Williamsburg & Greenpoint Brooklyn's Whiniest Boroughs; This Blogger, Guilty As Charged
Last week The Brooklyn Paper reported that Williamsburg and Greenpoint are by far the whiniest pockets of Brooklyn. With an estimated 8,900 complaints registered with 311 since July, they beat runner-up Canarsie by a full 500 reports. Even Park Slope, a neighborhood infamous for its chalk-loving inhabitants, and the people that hate them, fell significantly short on complaints. In this case, hipster beats yuppie by 3,000 registered grievances. But what's all the fuss about?

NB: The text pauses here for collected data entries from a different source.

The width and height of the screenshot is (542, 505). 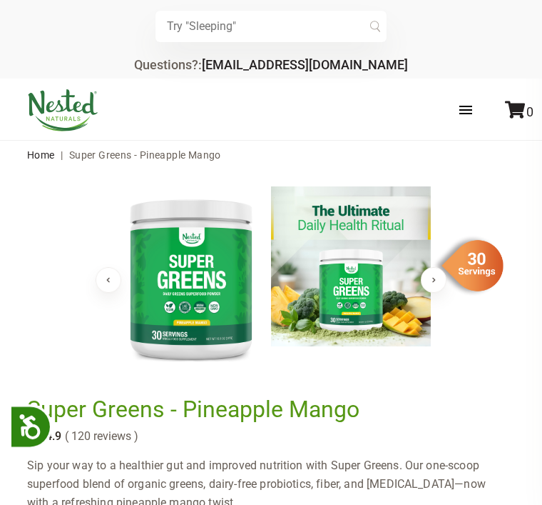 What do you see at coordinates (271, 155) in the screenshot?
I see `nav: breadcrumbs` at bounding box center [271, 155].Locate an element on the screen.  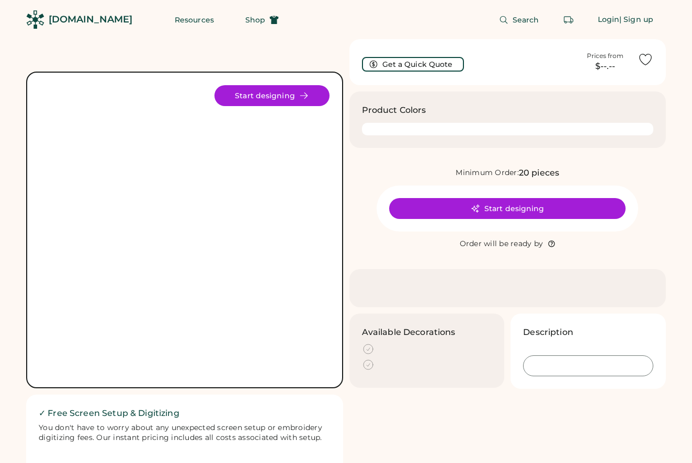
div: | Sign up is located at coordinates (636, 20). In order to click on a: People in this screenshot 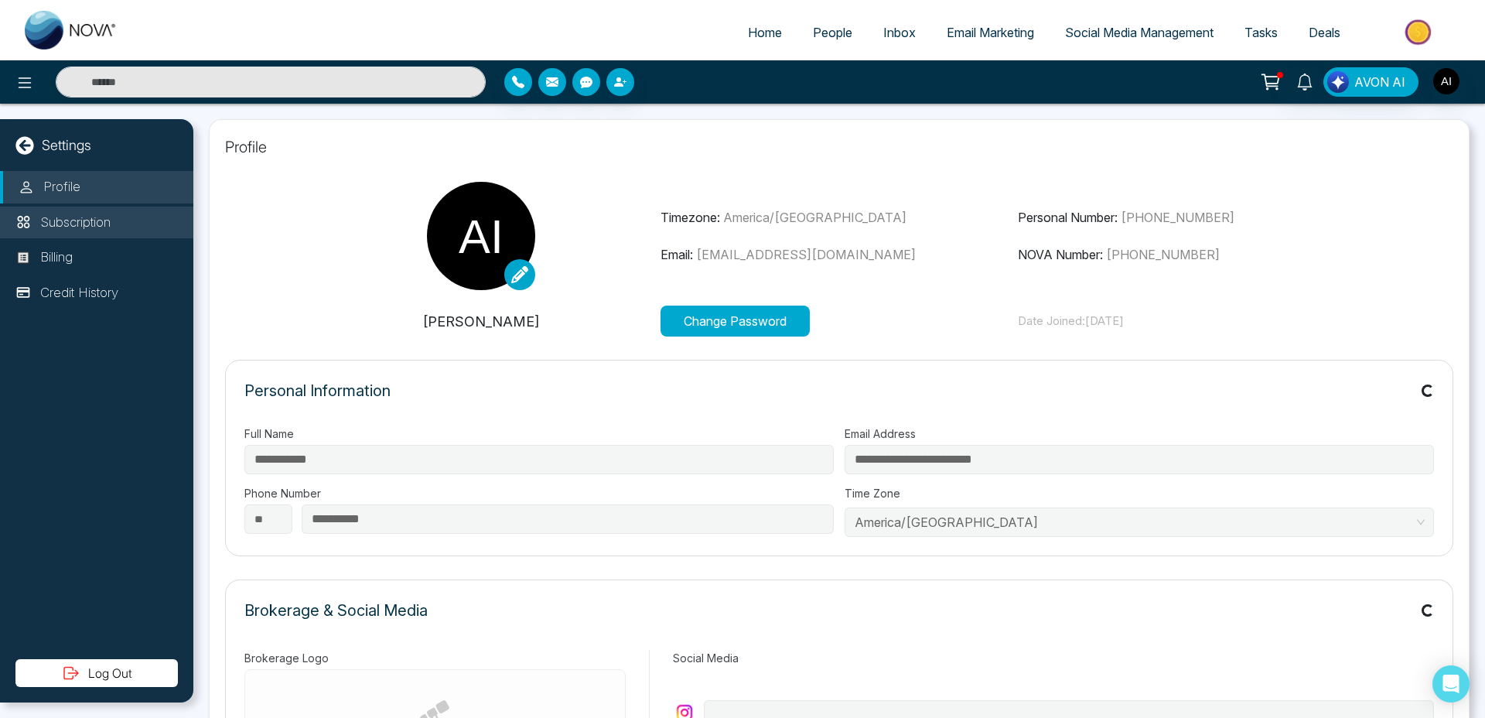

While noise complaints by far took the cake, residents also complained about illegal parking, blocked driveways, graffiti, lost property and "damaged, dangling or missing street signs."
In this week's follow up, The Brooklyn Paper goes looking for answers and interviews actual hipsters (yes, I'm well aware of the fact that the term is outdated, but what else would you call such a perfectly disheveled, glasses and fedora-adorned bunch? Save for the smiley one of course...). According to Josh Nelkin, an engineer and Greenpoint resident, it's the influx of recent suburban transplants who "aren't ready to actually live in the city." John Moore, who was evicted from the much blogged about artists' space at 475 Kent Avenue instead blames Manhattanites who have moved to condos in the hood. Overall, the general consensus seemed to blame the overprivileged and entitled.
So where does that leave me? As a Williamsburg-by-way-of-Manhattan resident who has called 311 half-a-dozen times since my move here last July, I'd hate to think I'm one of the aforementioned assholes. I pay too much for a rental apartment I can't exactly afford, and, no, my income is not supplemented by a trust fund. But does that mean I have to grin-and-bear-it when the bar downstairs (a recently Village Voice reviewed, chi-chi Grand Street bar I might add) allows drunkards to scream at the top of their lungs in the back garden at 4a.m. all summer long? Or when my landlord refuses to answer his phone when the heat has been broken for two days in 20-degree weather? Maybe the lesson to be learned is that while you're paying just short of Manhattan rents, the neighborhoods in no way treat your business as such. You're one of a countless twentysomethings swarming like locusts and, at least in this part of Brooklyn, the people who own these streets couldn't care less.